All procedures were performed by four interventional radiologists with 1, 3, 9, and ≥20 years of experience. Procedures used maximal sterile precautions and ultrasound-guided venous access (microintroducer technique). With the ultrasound probe positioned over the ipsilateral internal jugular vein (IJV), operators verified that the guidewire did not enter the IJV; if the tip was visualized in the IJV, the guidewire was withdrawn and redirected. Notably, ultrasound was used exclusively for venous access guidance and IJV monitoring—not for real-time catheter tip navigation or tip position confirmation. The pretrimmed PICC catheter was inserted using an over-the-wire technique. All catheters were 5-Fr, dual-lumen PICC sets (Power PICC; BD Biosciences, Salt Lake City, UT, USA). The device was advanced to the pretrimmed length; no fluoroscopic guidance was used for bedside cases.

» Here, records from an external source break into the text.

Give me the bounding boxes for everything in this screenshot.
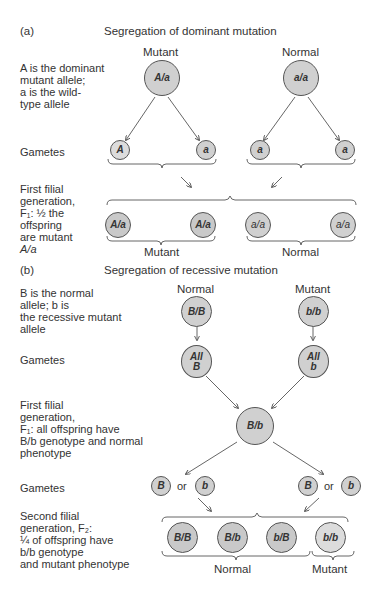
parent-genotype-circle: B/B: [181, 296, 212, 327]
f1-offspring-circle: a/a: [330, 212, 356, 238]
f1-offspring-circle: A/a: [190, 212, 216, 238]
gametes-label: Gametes: [20, 146, 65, 158]
gametes-label: Gametes: [20, 354, 65, 366]
group-label-normal: Normal: [282, 246, 319, 259]
parent-genotype-circle: A/a: [144, 60, 180, 96]
panel-b-tag: (b): [20, 264, 34, 277]
parent-label-mutant: Mutant: [295, 283, 330, 296]
gamete-circle: b: [195, 476, 215, 496]
f1-offspring-circle: a/a: [245, 212, 271, 238]
f1-offspring-circle: B/b: [236, 407, 274, 445]
gamete-circle: B: [151, 476, 171, 496]
parent-label-mutant: Mutant: [143, 46, 178, 59]
gamete-circle: a: [335, 140, 355, 160]
group-label-mutant: Mutant: [312, 563, 347, 576]
f2-offspring-circle: B/b: [217, 522, 248, 553]
f2-offspring-circle: b/b: [315, 522, 346, 553]
f2-offspring-circle: B/B: [167, 522, 198, 553]
parent-label-normal: Normal: [177, 283, 214, 296]
group-label-mutant: Mutant: [144, 246, 179, 259]
gametes-label: Gametes: [20, 482, 65, 494]
gamete-all-circle: All b: [298, 345, 329, 378]
f1-offspring-circle: A/a: [105, 212, 131, 238]
panel-a-title: Segregation of dominant mutation: [104, 25, 277, 38]
f2-offspring-circle: b/B: [266, 522, 297, 553]
gamete-all-circle: All B: [181, 345, 212, 378]
gamete-circle: b: [341, 476, 361, 496]
gamete-circle: a: [196, 140, 216, 160]
parent-genotype-circle: a/a: [283, 60, 319, 96]
or-text: or: [324, 480, 334, 492]
gamete-circle: B: [298, 476, 318, 496]
parent-genotype-circle: b/b: [298, 296, 329, 327]
gamete-circle: A: [110, 140, 130, 160]
gamete-circle: a: [250, 140, 270, 160]
or-text: or: [177, 480, 187, 492]
parent-label-normal: Normal: [282, 46, 319, 59]
panel-b-title: Segregation of recessive mutation: [104, 264, 278, 277]
group-label-normal: Normal: [214, 563, 251, 576]
panel-a-tag: (a): [20, 25, 34, 38]
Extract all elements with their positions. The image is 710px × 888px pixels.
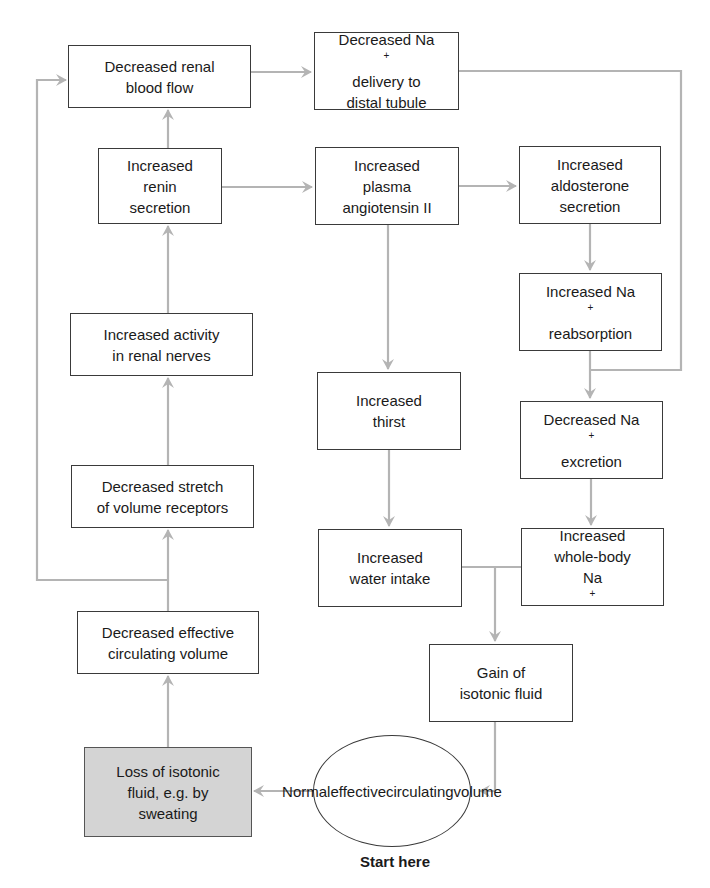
- node-decreased-renal-blood-flow: Decreased renalblood flow: [68, 45, 251, 108]
- node-text: renin: [127, 176, 193, 197]
- node-text: Increased: [127, 155, 193, 176]
- node-text: Increased: [350, 547, 431, 568]
- node-text: angiotensin II: [342, 197, 431, 218]
- superscript: +: [590, 588, 596, 599]
- node-decreased-na-delivery: Decreased Na+delivery todistal tubule: [314, 32, 459, 110]
- node-increased-renal-nerve-activity: Increased activityin renal nerves: [70, 313, 253, 376]
- node-loss-isotonic-fluid: Loss of isotonicfluid, e.g. bysweating: [84, 747, 252, 837]
- node-text: Increased: [356, 390, 422, 411]
- node-text: volume: [454, 783, 502, 800]
- node-text: Increased Na: [546, 281, 635, 302]
- node-text: secretion: [127, 197, 193, 218]
- node-text: plasma: [342, 176, 431, 197]
- start-here-label: Start here: [330, 853, 460, 870]
- node-text: fluid, e.g. by: [116, 782, 219, 803]
- node-increased-whole-body-na: Increasedwhole-bodyNa+: [521, 528, 664, 606]
- node-decreased-effective-circulating-volume: Decreased effectivecirculating volume: [77, 611, 259, 674]
- node-increased-na-reabsorption: Increased Na+reabsorption: [519, 273, 662, 351]
- node-text: isotonic fluid: [460, 683, 543, 704]
- node-increased-renin-secretion: Increasedreninsecretion: [98, 148, 222, 224]
- node-text: excretion: [544, 451, 640, 472]
- node-text: circulating volume: [102, 643, 234, 664]
- node-text: effective: [330, 783, 386, 800]
- node-increased-aldosterone: Increasedaldosteronesecretion: [519, 146, 661, 224]
- superscript: +: [588, 302, 594, 313]
- node-text: sweating: [116, 803, 219, 824]
- node-text: distal tubule: [339, 92, 435, 113]
- node-text: delivery to: [339, 71, 435, 92]
- node-text: Decreased Na: [544, 409, 640, 430]
- node-text: Na: [554, 567, 631, 588]
- node-text: Decreased Na: [339, 29, 435, 50]
- node-text: Increased activity: [104, 324, 220, 345]
- node-text: in renal nerves: [104, 345, 220, 366]
- superscript: +: [384, 50, 390, 61]
- node-text: Increased: [551, 154, 629, 175]
- node-increased-angiotensin: Increasedplasmaangiotensin II: [315, 147, 459, 225]
- node-decreased-volume-receptor-stretch: Decreased stretchof volume receptors: [71, 465, 254, 528]
- node-normal-effective-circulating-volume: Normaleffectivecirculatingvolume: [313, 735, 471, 847]
- node-text: whole-body: [554, 546, 631, 567]
- node-text: Increased: [554, 525, 631, 546]
- node-text: circulating: [386, 783, 454, 800]
- node-text: Normal: [282, 783, 330, 800]
- node-text: aldosterone: [551, 175, 629, 196]
- node-text: Decreased stretch: [97, 476, 229, 497]
- node-text-line3: Na+: [554, 567, 631, 609]
- node-increased-water-intake: Increasedwater intake: [318, 529, 462, 607]
- node-text: water intake: [350, 568, 431, 589]
- node-text: reabsorption: [546, 323, 635, 344]
- node-text: Gain of: [460, 662, 543, 683]
- node-text: Increased: [342, 155, 431, 176]
- node-text-line1: Increased Na+: [546, 281, 635, 323]
- node-text-line1: Decreased Na+: [339, 29, 435, 71]
- node-text-line1: Decreased Na+: [544, 409, 640, 451]
- node-increased-thirst: Increasedthirst: [317, 372, 461, 450]
- node-text: Decreased renal: [104, 56, 214, 77]
- node-text: secretion: [551, 196, 629, 217]
- node-text: thirst: [356, 411, 422, 432]
- node-decreased-na-excretion: Decreased Na+excretion: [520, 401, 663, 479]
- node-text: Decreased effective: [102, 622, 234, 643]
- node-text: of volume receptors: [97, 497, 229, 518]
- node-gain-isotonic-fluid: Gain ofisotonic fluid: [429, 644, 573, 722]
- node-text: blood flow: [104, 77, 214, 98]
- superscript: +: [589, 430, 595, 441]
- node-text: Loss of isotonic: [116, 761, 219, 782]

Tip confirmation and definitions

Final tip position was verified after placement using AP-CXR. Radiographic assessment used carinal or equivalent thoracic landmarks as surrogates for the CAJ (2VBU below the inferior carina border), following established methods [10]. Two interventional radiologists (9 and 7 years of post-fellowship experience, respectively) independently reviewed each AP-CXR; discrepancies were resolved by consensus. The primary endpoint was absolute distance (mm) from the catheter tip to the CAJ reference. Tip location was categorized as optimal, high, or deep, according to prior literature and institutional policy (Fig 2) [10].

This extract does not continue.